To be clear, the song itself is neither a love song nor about a same-sex relationship: the two women are each singing about a fling they just can’t seem to shake, using male pronouns throughout. The homoerotic imagery of the video has no connection to the song itself; it’s an exploitation of sexuality with no purpose but gaining views: a staggering 76 million in one week alone.
At a time when a state representative is not allowed to say “vagina” on her own Congress floor, “Can’t Remember To Forget You” seems to present the form of female sexuality that’s most acceptable to the inhibiting cultural palate: a sexuality that places no demands on the men it exists to serve. Also in play here is the element of exoticism: as women of color, Shakira and Rihanna, especially the latter, have been long been marketed as more “flavorful” alternatives to the often-homogenous field of pop princesses. What results is a sexual fantasy that isn’t nearly as empowering as it thinks it is: rather, videos like this one contribute to the ongoing suppression of female sexual expression, particularly queer female sexual expression.
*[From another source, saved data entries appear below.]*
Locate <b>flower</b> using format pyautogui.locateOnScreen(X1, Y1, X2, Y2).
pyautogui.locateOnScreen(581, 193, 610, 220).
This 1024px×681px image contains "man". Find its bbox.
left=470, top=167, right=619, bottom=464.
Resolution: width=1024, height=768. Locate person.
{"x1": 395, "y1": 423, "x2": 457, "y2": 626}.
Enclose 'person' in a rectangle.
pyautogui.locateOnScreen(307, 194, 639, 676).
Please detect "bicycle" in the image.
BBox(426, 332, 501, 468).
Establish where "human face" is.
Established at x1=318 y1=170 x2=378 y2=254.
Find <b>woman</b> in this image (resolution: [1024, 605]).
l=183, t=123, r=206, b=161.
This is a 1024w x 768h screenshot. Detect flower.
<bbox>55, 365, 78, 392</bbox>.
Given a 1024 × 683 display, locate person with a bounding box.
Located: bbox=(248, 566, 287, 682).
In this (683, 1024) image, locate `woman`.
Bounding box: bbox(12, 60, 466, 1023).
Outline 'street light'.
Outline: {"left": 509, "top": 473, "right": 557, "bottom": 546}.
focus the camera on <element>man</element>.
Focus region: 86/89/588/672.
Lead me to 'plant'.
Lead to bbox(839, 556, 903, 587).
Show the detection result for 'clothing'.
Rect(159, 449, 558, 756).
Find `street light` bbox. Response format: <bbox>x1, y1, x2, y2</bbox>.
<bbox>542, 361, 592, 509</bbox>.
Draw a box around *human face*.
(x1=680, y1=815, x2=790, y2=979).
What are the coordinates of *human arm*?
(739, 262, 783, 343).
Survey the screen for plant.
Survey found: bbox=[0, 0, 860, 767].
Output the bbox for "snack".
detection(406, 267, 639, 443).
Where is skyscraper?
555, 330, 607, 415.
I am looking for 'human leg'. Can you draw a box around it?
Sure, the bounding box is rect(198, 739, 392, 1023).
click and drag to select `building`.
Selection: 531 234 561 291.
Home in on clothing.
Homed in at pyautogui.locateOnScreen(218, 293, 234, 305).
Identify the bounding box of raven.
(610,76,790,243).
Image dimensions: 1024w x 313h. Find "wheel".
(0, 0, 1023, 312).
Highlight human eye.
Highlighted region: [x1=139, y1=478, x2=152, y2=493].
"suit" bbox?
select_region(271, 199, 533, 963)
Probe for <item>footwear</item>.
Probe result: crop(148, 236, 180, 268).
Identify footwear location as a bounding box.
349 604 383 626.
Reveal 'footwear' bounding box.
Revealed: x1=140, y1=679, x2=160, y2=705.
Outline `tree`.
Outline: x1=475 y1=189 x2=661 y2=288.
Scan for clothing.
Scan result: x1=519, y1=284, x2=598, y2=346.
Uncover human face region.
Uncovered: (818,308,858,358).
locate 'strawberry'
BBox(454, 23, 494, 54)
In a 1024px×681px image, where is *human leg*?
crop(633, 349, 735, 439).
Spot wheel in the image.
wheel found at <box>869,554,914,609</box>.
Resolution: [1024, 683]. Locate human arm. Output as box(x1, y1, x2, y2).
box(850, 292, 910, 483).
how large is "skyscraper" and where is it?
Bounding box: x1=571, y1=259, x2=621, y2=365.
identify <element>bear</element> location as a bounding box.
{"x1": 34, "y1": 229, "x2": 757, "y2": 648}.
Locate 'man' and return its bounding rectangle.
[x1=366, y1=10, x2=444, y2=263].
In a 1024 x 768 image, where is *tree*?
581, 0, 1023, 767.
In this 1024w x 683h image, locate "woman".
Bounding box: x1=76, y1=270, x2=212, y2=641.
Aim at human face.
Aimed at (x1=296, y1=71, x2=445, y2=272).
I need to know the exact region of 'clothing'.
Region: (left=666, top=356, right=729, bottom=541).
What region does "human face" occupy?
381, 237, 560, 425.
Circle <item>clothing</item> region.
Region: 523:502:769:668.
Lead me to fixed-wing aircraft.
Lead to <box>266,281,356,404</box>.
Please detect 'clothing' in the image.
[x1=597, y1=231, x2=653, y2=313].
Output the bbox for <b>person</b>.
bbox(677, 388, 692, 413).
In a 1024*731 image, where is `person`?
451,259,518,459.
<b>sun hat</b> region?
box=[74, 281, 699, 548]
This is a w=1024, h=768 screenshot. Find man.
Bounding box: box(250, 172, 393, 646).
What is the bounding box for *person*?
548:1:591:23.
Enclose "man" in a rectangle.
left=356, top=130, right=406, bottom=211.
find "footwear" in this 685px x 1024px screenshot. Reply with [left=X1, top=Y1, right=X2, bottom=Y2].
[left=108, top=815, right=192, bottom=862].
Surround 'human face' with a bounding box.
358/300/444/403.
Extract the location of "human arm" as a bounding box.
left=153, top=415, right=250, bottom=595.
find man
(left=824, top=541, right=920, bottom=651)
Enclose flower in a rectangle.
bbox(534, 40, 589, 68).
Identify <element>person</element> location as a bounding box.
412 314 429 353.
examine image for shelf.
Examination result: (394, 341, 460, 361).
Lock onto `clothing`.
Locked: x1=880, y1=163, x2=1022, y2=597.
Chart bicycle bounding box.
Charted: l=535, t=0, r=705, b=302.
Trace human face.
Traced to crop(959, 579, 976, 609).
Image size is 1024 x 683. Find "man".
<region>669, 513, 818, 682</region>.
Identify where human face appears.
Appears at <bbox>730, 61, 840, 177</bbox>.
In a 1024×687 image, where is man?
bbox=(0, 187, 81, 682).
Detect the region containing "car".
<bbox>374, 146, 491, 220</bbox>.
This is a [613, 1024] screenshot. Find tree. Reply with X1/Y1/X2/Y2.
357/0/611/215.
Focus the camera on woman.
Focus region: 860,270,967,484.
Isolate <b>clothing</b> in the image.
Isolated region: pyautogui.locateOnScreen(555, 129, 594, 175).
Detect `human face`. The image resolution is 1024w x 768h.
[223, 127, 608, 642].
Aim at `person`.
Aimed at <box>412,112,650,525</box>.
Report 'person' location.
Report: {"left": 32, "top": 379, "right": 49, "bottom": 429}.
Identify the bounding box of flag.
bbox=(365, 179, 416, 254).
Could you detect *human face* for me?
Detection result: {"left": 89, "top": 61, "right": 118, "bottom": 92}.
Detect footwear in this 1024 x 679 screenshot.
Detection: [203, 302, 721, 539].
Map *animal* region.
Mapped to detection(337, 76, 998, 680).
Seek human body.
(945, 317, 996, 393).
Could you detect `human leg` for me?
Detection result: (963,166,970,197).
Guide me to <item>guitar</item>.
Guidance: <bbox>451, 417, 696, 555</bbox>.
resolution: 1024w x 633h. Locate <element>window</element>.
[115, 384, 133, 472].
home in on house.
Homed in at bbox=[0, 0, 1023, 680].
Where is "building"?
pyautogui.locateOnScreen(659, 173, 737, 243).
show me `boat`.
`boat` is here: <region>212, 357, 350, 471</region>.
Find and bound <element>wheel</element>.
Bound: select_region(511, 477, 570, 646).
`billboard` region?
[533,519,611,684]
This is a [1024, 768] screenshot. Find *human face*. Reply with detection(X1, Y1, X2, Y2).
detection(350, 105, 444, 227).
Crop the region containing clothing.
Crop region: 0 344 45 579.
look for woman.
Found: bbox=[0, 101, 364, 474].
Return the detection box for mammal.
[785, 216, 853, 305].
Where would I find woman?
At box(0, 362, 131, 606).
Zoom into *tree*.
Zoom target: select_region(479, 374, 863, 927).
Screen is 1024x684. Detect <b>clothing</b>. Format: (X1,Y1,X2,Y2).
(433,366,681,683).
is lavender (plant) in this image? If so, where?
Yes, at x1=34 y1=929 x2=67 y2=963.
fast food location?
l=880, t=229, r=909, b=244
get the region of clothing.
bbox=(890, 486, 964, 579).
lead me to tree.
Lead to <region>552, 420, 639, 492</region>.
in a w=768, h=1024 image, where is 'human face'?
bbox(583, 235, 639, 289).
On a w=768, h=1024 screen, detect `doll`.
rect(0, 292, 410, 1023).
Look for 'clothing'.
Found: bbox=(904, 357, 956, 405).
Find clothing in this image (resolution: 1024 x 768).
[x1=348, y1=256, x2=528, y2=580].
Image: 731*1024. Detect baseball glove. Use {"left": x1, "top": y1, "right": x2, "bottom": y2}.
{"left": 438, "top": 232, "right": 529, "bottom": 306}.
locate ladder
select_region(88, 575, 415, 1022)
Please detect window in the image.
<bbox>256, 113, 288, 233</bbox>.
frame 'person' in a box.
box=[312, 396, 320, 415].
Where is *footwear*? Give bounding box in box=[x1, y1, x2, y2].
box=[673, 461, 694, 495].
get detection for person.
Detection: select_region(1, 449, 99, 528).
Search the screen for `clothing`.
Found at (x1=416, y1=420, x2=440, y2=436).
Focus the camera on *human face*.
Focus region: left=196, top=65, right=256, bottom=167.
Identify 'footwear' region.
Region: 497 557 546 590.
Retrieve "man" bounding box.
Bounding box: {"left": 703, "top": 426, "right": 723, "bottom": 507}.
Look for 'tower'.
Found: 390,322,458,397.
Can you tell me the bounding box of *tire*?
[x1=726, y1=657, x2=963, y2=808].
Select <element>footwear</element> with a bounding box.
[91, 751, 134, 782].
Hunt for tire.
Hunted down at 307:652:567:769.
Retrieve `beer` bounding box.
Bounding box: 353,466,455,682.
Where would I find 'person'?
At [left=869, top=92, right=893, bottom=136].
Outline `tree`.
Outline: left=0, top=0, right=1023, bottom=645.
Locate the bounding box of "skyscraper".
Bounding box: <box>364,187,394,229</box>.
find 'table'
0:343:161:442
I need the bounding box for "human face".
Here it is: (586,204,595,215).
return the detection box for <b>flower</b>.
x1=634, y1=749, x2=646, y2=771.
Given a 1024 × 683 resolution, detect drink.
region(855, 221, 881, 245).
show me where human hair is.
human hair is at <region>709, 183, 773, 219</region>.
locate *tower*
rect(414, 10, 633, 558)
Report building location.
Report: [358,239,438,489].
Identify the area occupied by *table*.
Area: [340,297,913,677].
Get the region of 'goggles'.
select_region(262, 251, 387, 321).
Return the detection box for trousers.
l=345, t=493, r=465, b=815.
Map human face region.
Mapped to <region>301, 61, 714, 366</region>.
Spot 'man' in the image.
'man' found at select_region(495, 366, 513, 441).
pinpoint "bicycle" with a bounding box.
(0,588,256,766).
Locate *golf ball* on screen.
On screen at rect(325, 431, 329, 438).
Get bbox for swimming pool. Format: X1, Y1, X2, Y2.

“Forget You” (and that’s another thing: could the title of this song be any more cumbersome?) sends a message to its tens of millions of viewers that lesbian sex (or, more specifically, the fairly chaste implication of lesbian sex) exists only for entertainment value, through the voyeuristic lens of the male gaze. As a marketing gimmick, it pays off. But when gay and trans expression in the real world is silenced by shaming and violence, it’s pretty clear who’s paying that price.